Amazon decided to advertise its new Cloud Drive for music (Did I miss something? It’s a big network storage thing, right? Why is this so much more awesome than any other way of uploading my files somewhere?) by selling Lady Gaga’s new album for $0.99 today. That’s right, you can buy “Born This Way” for $0.99 at Amazon or for $15.99 at iTunes. No brainer, amirite?
Holy. Jee. Zus.
I bought the album on Amazon. The Amazon MP3 Downloader started up and told me it’s downloading the album…without filling in the bar that tells me how much it’s downloaded. I guess it downloaded one song, but on the very next song it said: “Download failed; retry download.”
Um. Okay. How do I do that?
There is no handy “Retry” button in the toolbar. There is no “Retry” menu option. I opened the Amazon MP3 Downloader help file and searched for “retry”: the word doesn’t appear anywhere in the help.

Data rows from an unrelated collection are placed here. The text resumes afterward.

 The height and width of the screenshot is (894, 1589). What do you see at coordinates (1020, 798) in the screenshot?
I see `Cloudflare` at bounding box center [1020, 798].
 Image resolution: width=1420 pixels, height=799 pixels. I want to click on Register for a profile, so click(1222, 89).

I have no idea why it’s not downloading my album. I don’t know where to go to retry or to restart this process. The choice in the toolbar is “Pause Download”, which I don’t want to do — I want it to finish the damn download.

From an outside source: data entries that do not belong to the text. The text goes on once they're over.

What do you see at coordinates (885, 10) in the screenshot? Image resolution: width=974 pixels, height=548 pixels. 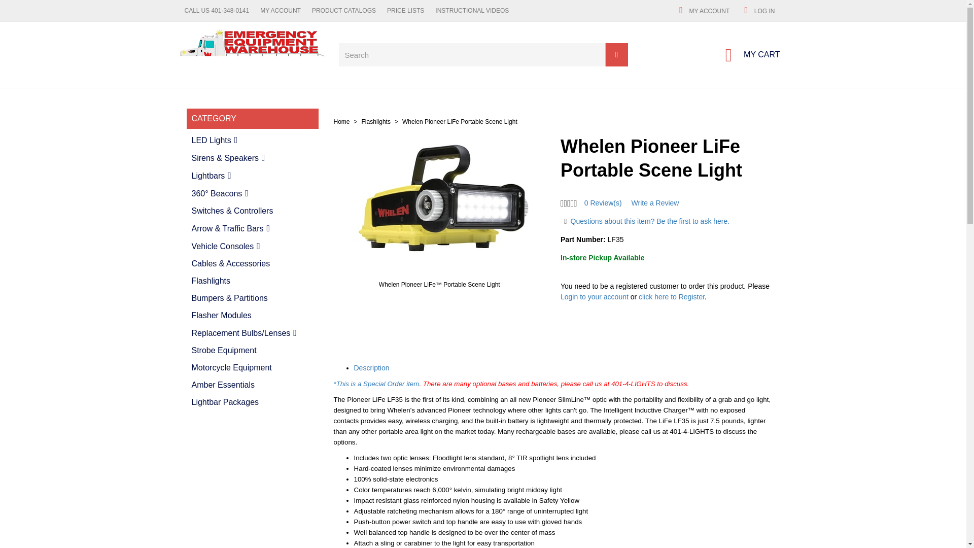 I see `PRICE LISTS` at bounding box center [885, 10].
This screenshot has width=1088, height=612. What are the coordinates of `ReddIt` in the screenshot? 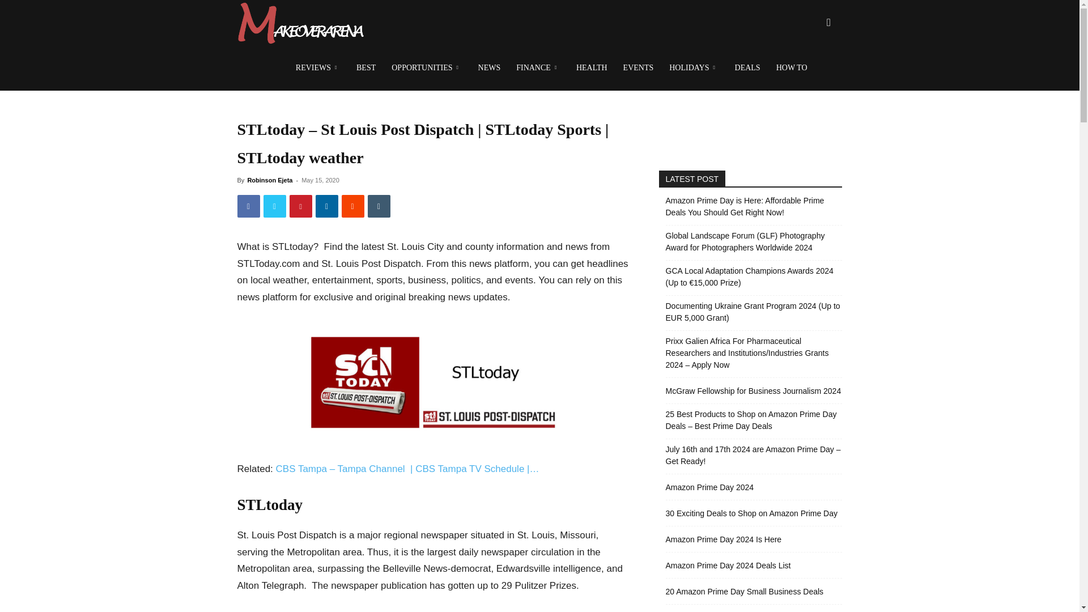 It's located at (353, 206).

On the next couple of songs, I’m getting the error message “Can’t connect. Check your Internet connection and retry download.” I know perfectly well my Internet connection is just fine. And I have downloaded music for Amazon before, so I have no idea: has something changed and I’ve forgotten to push some button? Are their servers getting slammed with purchases and the only available error messages blame me, the user, for their services faults?
I’m not a naive user of computers. I know plenty about how to use them. But how much energy do I want to invest in learning every single method of how to do things, especially when there are already incredibly intuitive ways that are standard on the Mac OS? That Amazon has chosen not to do this, has in fact made it hard for me, speaks volumes. They definitely have the book download process sussed out, but they have ways to go on building a media empire.

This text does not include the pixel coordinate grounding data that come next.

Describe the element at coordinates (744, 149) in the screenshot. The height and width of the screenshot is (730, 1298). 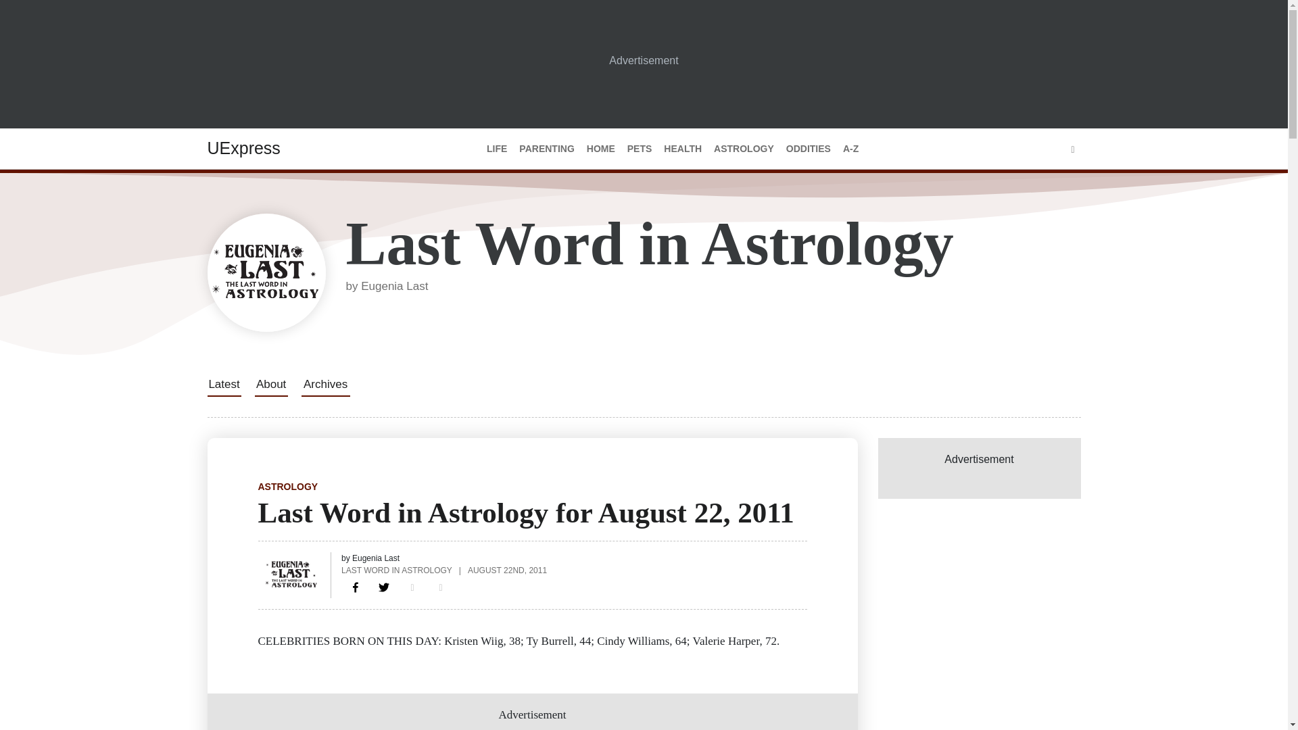
I see `ASTROLOGY` at that location.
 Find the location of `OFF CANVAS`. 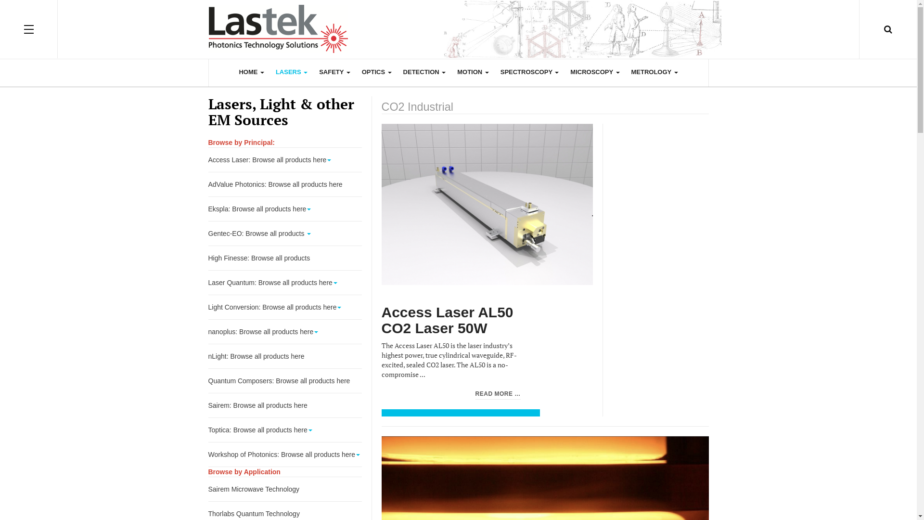

OFF CANVAS is located at coordinates (29, 29).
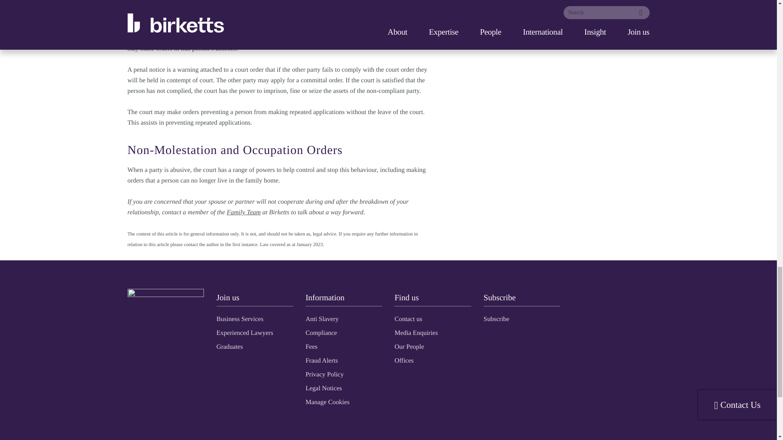 The image size is (783, 440). Describe the element at coordinates (240, 319) in the screenshot. I see `Business Services` at that location.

If I had given $16 to Apple, I would have my damn album already.
(In addition, it turned out that initially I had an old version of the Amazon MP3 Downloader. Um, okay. It asks me if I want to update and I say yes…and I get kicked over to an Amazon web page, where I need to click another button to download a whole ‘nother installer, which will then update my application. This is not how Mac applications do it, guys. You hit a button, and it all magically happens in the background. I don’t have to pay attention to web pages or get extra buttons. This has been a deeply frustrating experience.)
Greggy says
Easy is hard.
yasmara says
I can’t get the Amazon download tool to work with Chrome (on my Mac) at all. I got the same “retry” errors – I’m guessing it was overload on Amazon’s side, since I’ve never gotten those before.
Diane says
Apparently everyone in Christendom was having those errors yesterday. Amazon offers one of the most anticipated albums of the year by the biggest star today for 99 cents and isn’t prepared for what happens? That’s just amazing epic fail. Welcome to the big leagues, kids: the water’s kind of warm, you better bring your floatation devices.
The real problem, for me, is not even that their servers were slammed so hard they couldn’t keep up (although for a company who’s betting BIG on being your source for all cloud-based-everything, that’s just…bad), but how awful and unhelpful the software is. It’s poorly written, poorly designed software with a terrible UI.
Seriously, Amazon, not all software UI designers live in Cupertino: you can hire some elsewhere. You just have to hire them earlier in the project and incorporate what they say from the beginning. Is that so hard?
katie says
I have no comment on Amazon’s cloud debacle.
But, I’m the woman mentioned in the previous post about the freakiness of the Internet and how I know you friend Nina. All of my general connectedness comes from my husband. He works with several guys who went to school with Nina’s husband. We are also very good friends with Don Louv, who used to work with your husband ages ago at Apple. And, my husband worked for WebTV (that’s where we met Don) so there’s the Steve Perlman connection (didn’t Darin work for General Magic?). Oh, and we also knew CJ Silverio because she worked for WebTV, too.
Really, I am not a weirdo stalker or anything. But, yeah, it is probably a little weird.
Diane says
Hahahaha — no worries. It’s just weird how lines of connection keep crossing in this area.
Darin did indeed work for General Magic.